There appears (to me at least) to be types of criticism which do not require full understanding or experience.
(1) Where both sides can agree on a common understanding of a subset of things e.g. by pointing to things in the physical world.
(2) Sometimes knowledge of internals is not needed. I am thinking here of the classic problem where one is confronted by a liar and a truth teller with no indication of which is which. By analogy if we have a line of argument to which the theist responds "Well of course you cant say that because you do not truly understand x" where x is some stage in the argument, This is simply saying if put x in isolation to someone who "truly understood" we would get a different answer.
OK. We can ask the theist for a true believer, put him or her in a locked room and pass messages in (a la Searle) and get written responses out. Each stage in the argument can then be run through using the enclosed believer. We then have access to at least some of the results of theistic experience without the need to believe ourselves. Similarly one could put an atheist in another room and allow theists to use this facility to examine the results of non-belief.
This sort of thing seems to allow one to criticize many elements of either sides stance which are internally inconsistent.
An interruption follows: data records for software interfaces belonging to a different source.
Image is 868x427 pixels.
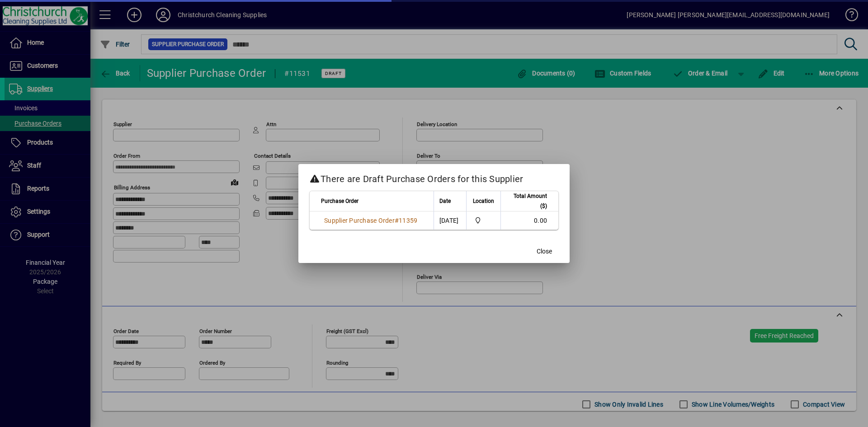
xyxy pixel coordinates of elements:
[473,196,494,206] span: Location
[324,217,395,224] span: Supplier Purchase Order
[537,246,552,256] span: Close
[530,243,559,259] button: Close
[501,212,558,230] td: 0.00
[507,191,547,211] span: Total Amount ($)
[439,196,451,206] span: Date
[472,215,496,225] span: Christchurch Cleaning Supplies Ltd
[399,217,417,224] span: 11359
[395,217,399,224] span: #
[321,215,421,225] a: Supplier Purchase Order#11359
[321,196,358,206] span: Purchase Order
[298,164,570,190] h2: There are Draft Purchase Orders for this Supplier
[433,212,466,230] td: [DATE]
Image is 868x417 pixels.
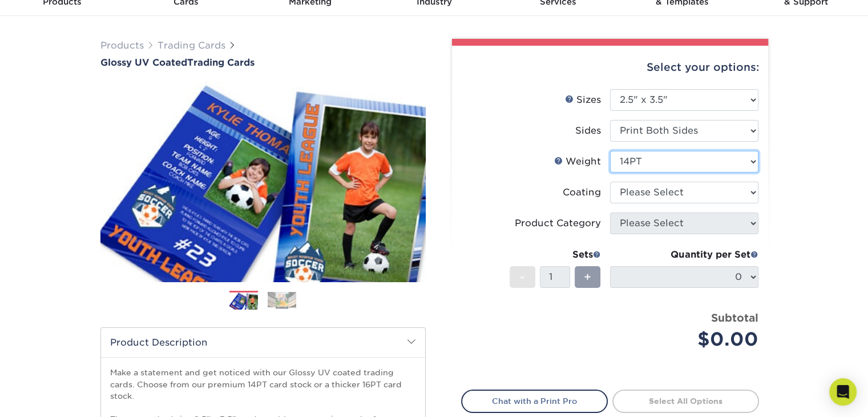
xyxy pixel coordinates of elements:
img: Glossy UV Coated 01 [101,69,426,294]
a: Glossy UV CoatedTrading Cards [101,57,426,68]
div: Sides [576,124,601,138]
div: Sizes [566,93,601,107]
img: Trading Cards 02 [267,292,296,310]
a: Select All Options [612,390,759,413]
div: Sets [510,248,601,262]
a: Trading Cards [158,40,226,51]
img: Trading Cards 01 [229,292,258,311]
div: Quantity per Set [611,248,759,262]
div: Coating [563,186,601,200]
span: + [584,269,591,286]
a: Chat with a Print Pro [462,390,608,413]
span: Glossy UV Coated [101,57,187,68]
div: Open Intercom Messenger [830,379,857,406]
div: Product Category [515,217,601,230]
span: - [520,269,526,286]
strong: Subtotal [711,311,759,324]
div: Select your options: [462,46,759,90]
h1: Trading Cards [101,57,426,68]
h2: Product Description [101,328,425,357]
a: Products [101,40,144,51]
div: Weight [555,155,601,169]
div: $0.00 [619,326,759,353]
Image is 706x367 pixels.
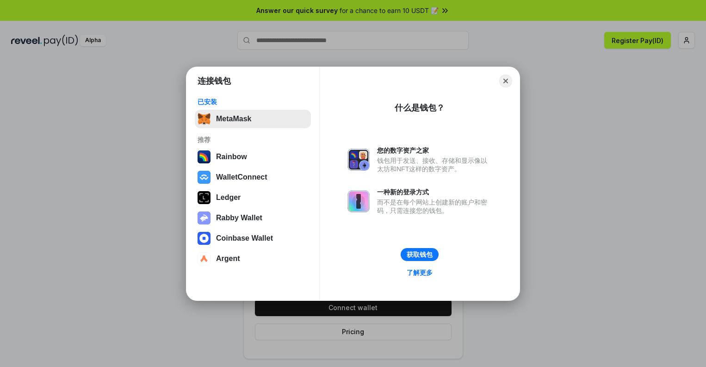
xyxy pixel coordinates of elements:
div: Rainbow [216,153,247,161]
div: 您的数字资产之家 [377,146,492,155]
button: Rabby Wallet [195,209,311,227]
div: Ledger [216,193,241,202]
a: 了解更多 [401,266,438,278]
img: svg+xml,%3Csvg%20xmlns%3D%22http%3A%2F%2Fwww.w3.org%2F2000%2Fsvg%22%20width%3D%2228%22%20height%3... [198,191,210,204]
div: 了解更多 [407,268,433,277]
button: Rainbow [195,148,311,166]
div: Argent [216,254,240,263]
button: MetaMask [195,110,311,128]
div: 已安装 [198,98,308,106]
div: 一种新的登录方式 [377,188,492,196]
button: Argent [195,249,311,268]
div: Rabby Wallet [216,214,262,222]
div: MetaMask [216,115,251,123]
div: Coinbase Wallet [216,234,273,242]
div: 推荐 [198,136,308,144]
h1: 连接钱包 [198,75,231,87]
img: svg+xml,%3Csvg%20xmlns%3D%22http%3A%2F%2Fwww.w3.org%2F2000%2Fsvg%22%20fill%3D%22none%22%20viewBox... [347,149,370,171]
img: svg+xml,%3Csvg%20width%3D%2228%22%20height%3D%2228%22%20viewBox%3D%220%200%2028%2028%22%20fill%3D... [198,171,210,184]
div: 什么是钱包？ [395,102,445,113]
div: WalletConnect [216,173,267,181]
img: svg+xml,%3Csvg%20xmlns%3D%22http%3A%2F%2Fwww.w3.org%2F2000%2Fsvg%22%20fill%3D%22none%22%20viewBox... [347,190,370,212]
button: WalletConnect [195,168,311,186]
img: svg+xml,%3Csvg%20width%3D%2228%22%20height%3D%2228%22%20viewBox%3D%220%200%2028%2028%22%20fill%3D... [198,232,210,245]
button: Coinbase Wallet [195,229,311,248]
button: Ledger [195,188,311,207]
button: Close [499,74,512,87]
img: svg+xml,%3Csvg%20fill%3D%22none%22%20height%3D%2233%22%20viewBox%3D%220%200%2035%2033%22%20width%... [198,112,210,125]
button: 获取钱包 [401,248,439,261]
img: svg+xml,%3Csvg%20width%3D%22120%22%20height%3D%22120%22%20viewBox%3D%220%200%20120%20120%22%20fil... [198,150,210,163]
div: 获取钱包 [407,250,433,259]
img: svg+xml,%3Csvg%20width%3D%2228%22%20height%3D%2228%22%20viewBox%3D%220%200%2028%2028%22%20fill%3D... [198,252,210,265]
div: 钱包用于发送、接收、存储和显示像以太坊和NFT这样的数字资产。 [377,156,492,173]
div: 而不是在每个网站上创建新的账户和密码，只需连接您的钱包。 [377,198,492,215]
img: svg+xml,%3Csvg%20xmlns%3D%22http%3A%2F%2Fwww.w3.org%2F2000%2Fsvg%22%20fill%3D%22none%22%20viewBox... [198,211,210,224]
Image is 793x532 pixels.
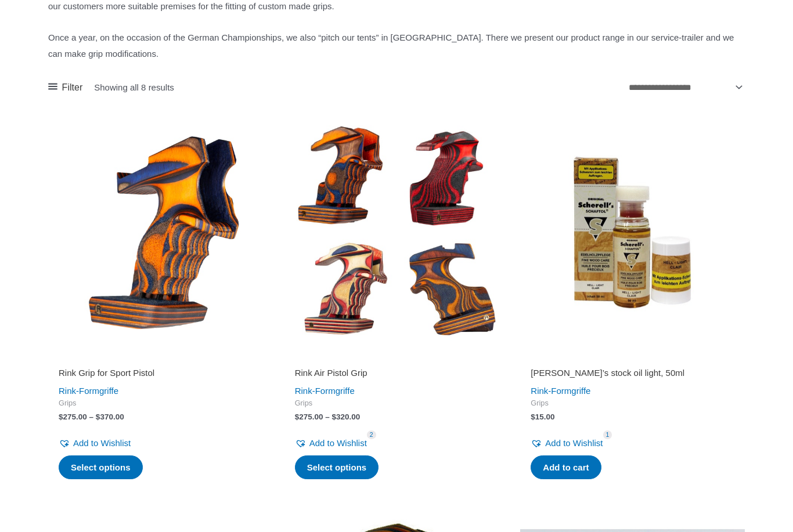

Thus atheists are simply not in a position fully to understand religious belief, let alone criticise it."
The legions of former true believers who now make the same arguments as always atheists show this to be complete nonsense.
It is also a dangerous position to take. You place yourself in the positions of being unable to criticise any irrational belief that you don't personally hold, or have not held.
As an always atheist (i.e. I don't recall any time that I believed.)
I fully accept that people have the kinds of religious experiences that they say they do. I futher accept that these experiences are likely to be convincing to the person experiencing them (true of most experiences of that kind). However, I feel entirely justified in denying that such experience are good evidence of God/s.